Throughout the exhibition’s installation at the Whitney, the integration and cross relationships among the mediums in which the artist works will be fluid and the presentation on two floors will explore structurally the crucial concept of doubling in Horn’s work. The accompanying publication was conceived collaboratively by the artist, the publisher Steidl, and the organizing museums. The book is a two-volume hybrid: part catalogue and part index. The catalogue includes an introduction by curators Donna De Salvo, Carter E. Foster, and Mark Godfrey, and an essay by Briony Fer. In the Subject Index, a second volume that is in the form of a glossary, the entries are devoted to important ideas in Horn’s practice (such as double, Iceland, Emily Dickinson) or relate to individual works. Many of the entries include Horn’s own writings, published here for the first time. Other contributors include a number of prominent artists, critics, curators, and cultural figures, including Matthew Barney, Hélène Cixous, Tacita Dean, Felix Gonzalez-Torres, Douglas Gordon, Collier Schorr, Nancy Spector, Ann Temkin, and Neville Wakefield, as well as the show’s three curators.

About the Artists
Roni Horn was born in New York in 1955, and lives and works in New York and Reykjavik. She received a BFA from the Rhode Island School of Design and an MFA from Yale University. Horn’s work has been exhibited widely in major museums and galleries throughout the US and Europe. A retrospective was presented at the Musée d’Art Moderne de la Ville de Paris in 1999. Her work has been shown at the Whitney in Landscape (2005), as well as in the 1991 and 2004 Biennials and in the 2000 exhibition Roni Horn: Still Water (The River Thames, For Example). Horn has received the CalArts/Alpert Award in the Arts, several NEA fellowships, and a Guggenheim fellowship. She has had one-person exhibitions at the Art Institute of Chicago; Centre Georges Pompidou, Paris; Dia Center for the Arts, New York, among others. Group exhibitions include Documenta (1992) and the Venice Biennale (1997), among many others.

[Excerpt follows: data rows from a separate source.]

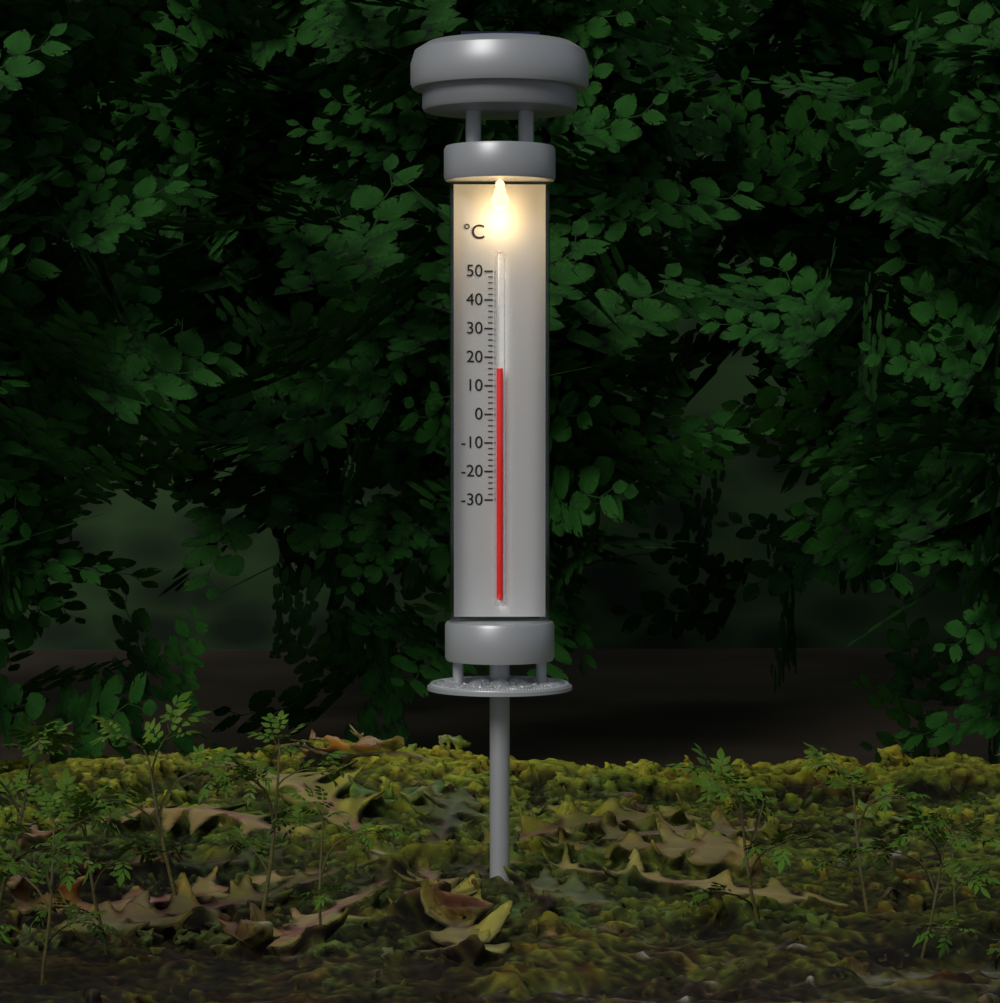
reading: 16 °C
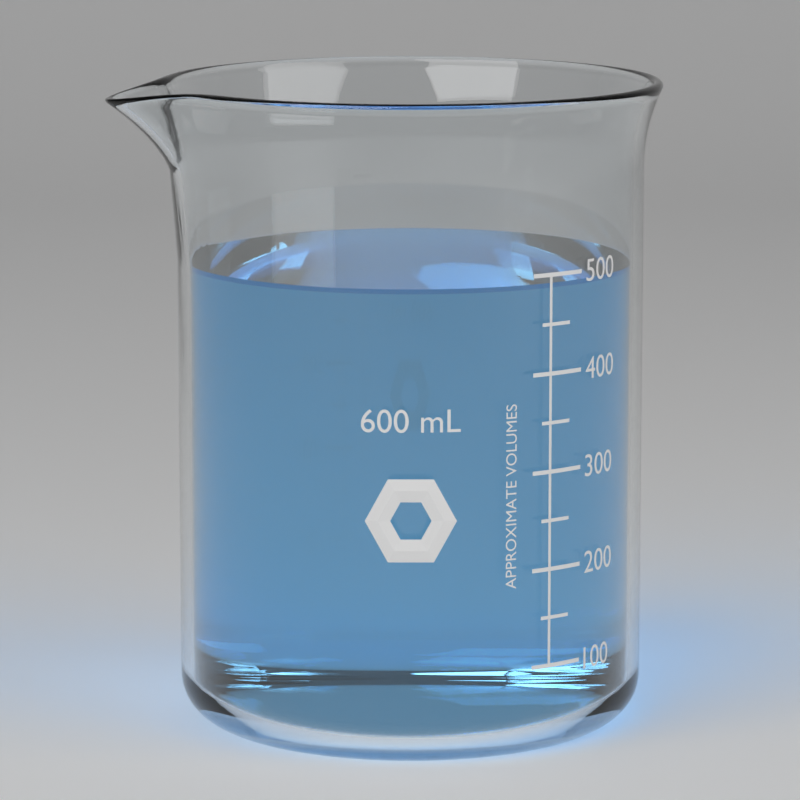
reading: 490 mL
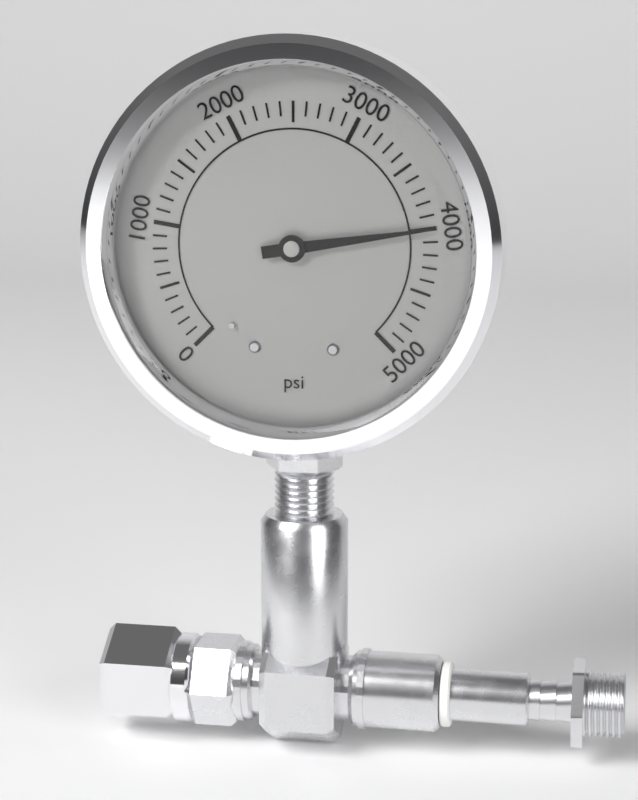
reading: 4000 psi
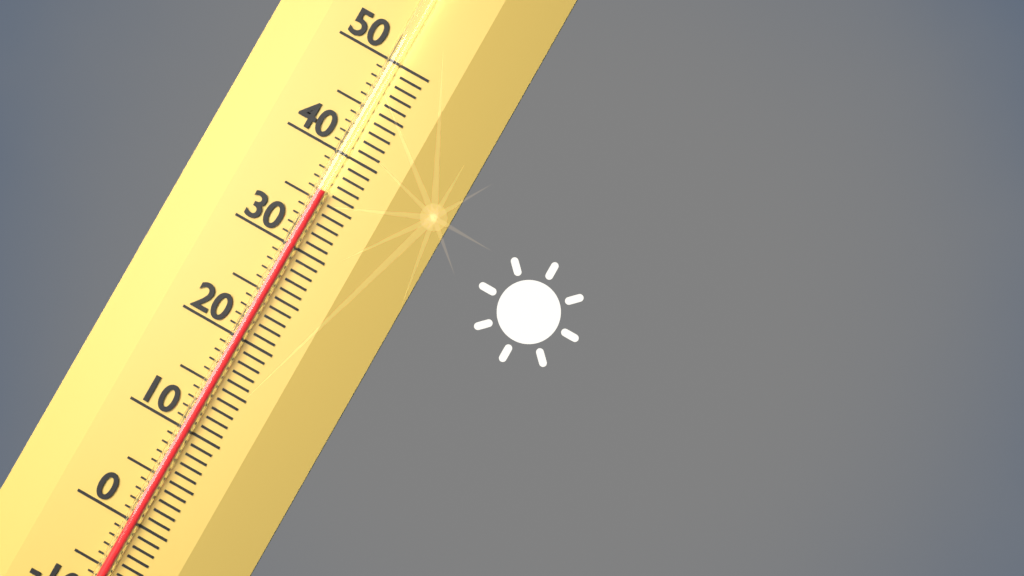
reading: 36 (no unit)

Major support for this exhibition is provided by The Andy Warhol Foundation for the Visual Arts. Generous support is provided by the Lannan Foundation, The James R. Hedges, IV Family Foundation, Donald R. Mullen, Jr., The Glenstone Foundation, and the Robert Mapplethorpe Foundation. Additional support is provided by Louise Bourgeois, Agnes Gund, Jennifer and David Stockman, Nina and Michael Zilkha, The Fifth Floor Foundation and Elizabeth A. Sackler – JCF, Museum Educational Trust.

Image: Roni Horn, You are the Weather (detail), 1994-1995. Thirty-six gelatin silver prints and sixty-four chromogenic prints 10 x 8 in. each. © Roni Horn

Opening on November 6, 2009

The Whitney Museum
945 Madison Avenue, New York City
Museum hours: Wednesday, Thursday, Saturday, and Sunday from 11 a.m. to 6 p.m
Friday from 1 p.m. to 9 p.m., closed Monday and Tuesday
Admission is $15 for adults; Members, children (ages 11 and under), and New York City public high school students free.
Senior citizens (62 and over) and students with valid ID: $10.
There is a $6 admission fee for a pass to the Kaufman Astoria Studios Film & Video Gallery only. Admission is pay-what-you-wish on Fridays, 6-9 pm.